Bucking the GOP’s conventional wisdom, Rudy Giuliani declared that Newt Gingrich would be a stronger general election candidate than Mitt Romney.
Giuliani said Monday that he believes the surging Gingrich, now leading most Republican national polls, can set aside his checkered past and take down President Obama.
“My gut tells me right now as I look at it that Gingrich might actually be the stronger candidate,” the former mayor of New York said on CNN’s “Piers Morgan Tonight.”
Romney, with his business background and more moderate views, has long been viewed as the more potent threat to make Obama a one-term President.
But his campaign has stumbled in recent weeks and Republican primary voters have taken a shine to the more conservative — and controversial — Gingrich.
“I think he can make a broader connection than Mitt Romney to those Reagan Democrats,” Giuliani said.
“You won't have this barrier of possible elitism that I think Obama could exploit pretty effectively,” Giuliani said.

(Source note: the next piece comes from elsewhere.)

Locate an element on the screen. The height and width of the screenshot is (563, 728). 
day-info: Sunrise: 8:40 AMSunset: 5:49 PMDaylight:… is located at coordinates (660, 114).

Romney, the former governor of Massachusetts, has sold his potential electability as a selling point to Republican voters and needs the support of respected party voices to help make that case.

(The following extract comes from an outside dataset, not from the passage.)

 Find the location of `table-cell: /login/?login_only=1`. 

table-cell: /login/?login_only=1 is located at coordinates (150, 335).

So it could prove damaging if more A-list Republicans follow Giuliani’s lead and praise Gingrich.
The Republican establishment has been wary of the former House speaker from Georgia, who has several suitcases’ worth of personal baggage — including multiple affairs, three marriages and an unpredictable temperament.
Giuliani’s praise came the same that day that former vice president Dick Cheney warned fellow his Republicans not to “underestimate” Gingrich.
“We came to Congress together at the same time and when Newt showed up, he said, ‘We can become the majority. We can take back the House of Representatives,’” Cheney said on CNN.
“We hadn't had the House since the 1940s. And initially, none of us believed it, but he was persistent,” Cheney said. “And he was tenacious. He kept it up and kept it up and kept it up.”
“And finally by '94, he's the newly elected speaker of the House of Representatives with a Republican majority,” said Cheney. “I wouldn't underestimate him.”
Gingrich and Romney traded verbal barbs Monday, but the former speaker sent a letter to his staff members Tuesday urging them to run a positive campaign.